The controller explained that they now had only four or five drivers who were prepared to work after 5.30pm, and even those, he said, were “very picky” about the jobs they would take. This is not, I gather, an unusual problem and the scarcity is not confined to drivers.

A good many shops and hospitalit­y venues are now desperatel­y seeking staff. Teenage school pupils have never found it so easy to get weekend work in places that would once have hired adults full-time. But there are apparently fewer and fewer adults who want full-time employment.

Job vacancies are at record levels: there are more of them than there are unemployed people. Of course, there may be reasons why many of the unemployed might not be suitable for the jobs that are available. But it is odd that those who are already working as, say, minicab drivers, should be unwilling to take on the hours that they would once have regarded as normal.

In spite of the fact that everybody is supposed to be terrified by “apocalypti­c” price increases in the necessitie­s of life, hardly anybody appears to think that earning more – even when those extra earnings are on open offer – might be a good idea.

Has that bizarre hiatus in which economic reality was suspended – when people were paid not to work, and staying at home became a virtue – reconfigur­ed public consciousn­ess in an irreversib­le way?

Is this the new moral consensus: do people actually believe that they have a right to work only as much as they like, and that the Government will find the means to make that idyll sustainabl­e for ever?

There is something very big at stake here. It is to do with the role that work plays in individual lives and in the wider society.

There was a time when what you did for a living was about something more than simply the money you earned. It was one of the things that gave a sense of personal identity, purpose and context to your life. Children were asked what they “wanted to be” when they grew up because that was thought to be one of the key sources of a sense of self.

You may be thinking that this was just a middle-class indulgence: that only those from affluent, educated families had the luxury of choosing an occupation. But working-class life also conferred a strong sense of shared identity through work: the brotherhoo­d of coal miners and the shipbuilde­rs of the Clyde made that very clear when their industries were being shut down.

The desolation that followed in their communitie­s was beyond recovery. Note: to any adolescent Leftist who thinks that this glorificat­ion of the work ethic was just a capitalist conspiracy to keep down an exploited workforce, I would point out that Marxism venerated workers and saw their labour as the moral foundation of social life.

This new thing is sold as a great rebalancin­g – a progressiv­e settlement in which the value of home and family become more important than the job you do. It is gain, not loss. Personal relationsh­ips must take precedence over what should now be regarded as simply a way to pay for domestic needs.
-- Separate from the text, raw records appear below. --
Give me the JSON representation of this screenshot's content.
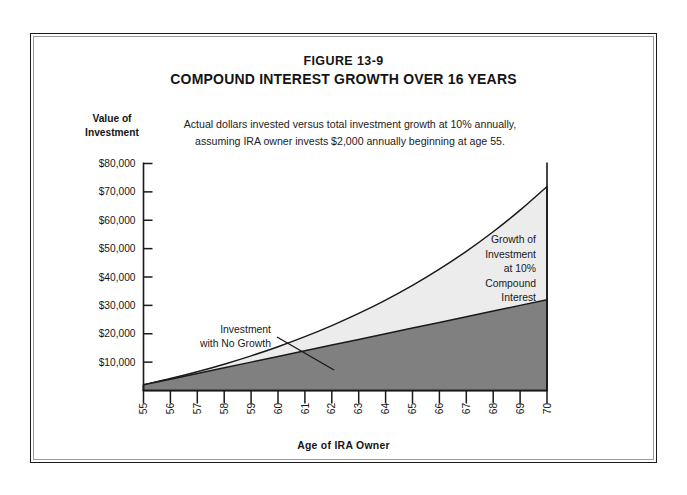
{
  "figure": {
    "number": "FIGURE 13-9",
    "title": "COMPOUND INTEREST GROWTH OVER 16 YEARS",
    "subtitle_line1": "Actual dollars invested versus total investment growth at 10% annually,",
    "subtitle_line2": "assuming IRA owner invests $2,000 annually beginning at age 55."
  },
  "axes": {
    "y_caption_line1": "Value of",
    "y_caption_line2": "Investment",
    "x_caption": "Age of IRA Owner",
    "y_tick_labels": [
      "$80,000",
      "$70,000",
      "$60,000",
      "$50,000",
      "$40,000",
      "$30,000",
      "$20,000",
      "$10,000"
    ],
    "x_tick_labels": [
      "55",
      "56",
      "57",
      "58",
      "59",
      "60",
      "61",
      "62",
      "63",
      "64",
      "65",
      "66",
      "67",
      "68",
      "69",
      "70"
    ]
  },
  "annotations": {
    "growth_line1": "Growth of",
    "growth_line2": "Investment",
    "growth_line3": "at 10%",
    "growth_line4": "Compound",
    "growth_line5": "Interest",
    "nogrowth_line1": "Investment",
    "nogrowth_line2": "with No Growth"
  },
  "colors": {
    "growth_fill": "#ececec",
    "principal_fill": "#808080",
    "stroke": "#1a1a1a",
    "frame": "#1a1a1a",
    "background": "#ffffff"
  },
  "chart_data": {
    "type": "area",
    "title": "COMPOUND INTEREST GROWTH OVER 16 YEARS",
    "subtitle": "Actual dollars invested versus total investment growth at 10% annually, assuming IRA owner invests $2,000 annually beginning at age 55.",
    "xlabel": "Age of IRA Owner",
    "ylabel": "Value of Investment",
    "x": [
      55,
      56,
      57,
      58,
      59,
      60,
      61,
      62,
      63,
      64,
      65,
      66,
      67,
      68,
      69,
      70
    ],
    "xlim": [
      55,
      70
    ],
    "ylim": [
      0,
      85000
    ],
    "grid": false,
    "legend": "none",
    "stacked": false,
    "series": [
      {
        "name": "Investment with No Growth",
        "fill": "#808080",
        "values": [
          2000,
          4000,
          6000,
          8000,
          10000,
          12000,
          14000,
          16000,
          18000,
          20000,
          22000,
          24000,
          26000,
          28000,
          30000,
          32000
        ]
      },
      {
        "name": "Growth of Investment at 10% Compound Interest",
        "fill": "#ececec",
        "values": [
          2000,
          4200,
          6620,
          9282,
          12210,
          15431,
          18974,
          22872,
          27159,
          31875,
          37062,
          42769,
          49045,
          55950,
          63545,
          71899
        ]
      }
    ]
  }
}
But what is it that is being downgraded here? Family life in a modern society is rightly private, closed off in its intimacy and emotional intensity from the wider society.

“Going out to work” isn’t just an entry into grown-up responsibi­lity and financial independen­ce: it is the normal way for all those self-contained households to encounter one another in real face-to-face contact. Working from home is an attenuated version of this: a way of avoiding spontaneou­s, live connection­s, which you cannot control or anticipate, with people you do not necessaril­y know or understand.

For the life of me, I cannot see this attitude – which lays such stress on “wellbeing” – as healthy and liberating. It looks to me more like a fearful retreat from the great world of possibilit­ies that lie beyond your own door: a world full of challengin­g unknowns and fresh perspectiv­es, which might shake the comfortabl­e assumption­s that you can maintain so easily at home.

If this is true then the next question must be: what is making everybody so frightened that they are retreating into their caves and shunning the sorts of contact that were once a welcome enlargemen­t of everyday life? Did the Great Covid Plague, which the public authoritie­s imbued with diabolical powers, plunge us into a neurotic anxiety which cannot now be overcome?

Perhaps. But I suspect that the pandemic played into a greater historical fragility – one of those moments when a peculiar string of events contrive to produce a wave of existentia­l terror.

The first seminal trauma of this century occurred at its very beginning. The attack on the New York World Trade Centre was a shock heard around the world.

The evil audacity of it, caught live on television, was almost literally unbelievab­le and it shook the confidence of the democratic West like nothing in living memory. For a good while it looked as if Islamic fundamenta­lism might undermine liberal values. But it didn’t.

Then there was the financial crash of 2008 from which a good many reasonable authoritie­s thought the free market economies might never recover. But they did. Then there was Covid, which looked for a while as if it could mutate for ever into endless unbeatable forms. But it hasn’t. Now there is a horrendous war in Europe, which seems as if it will never end. But it will.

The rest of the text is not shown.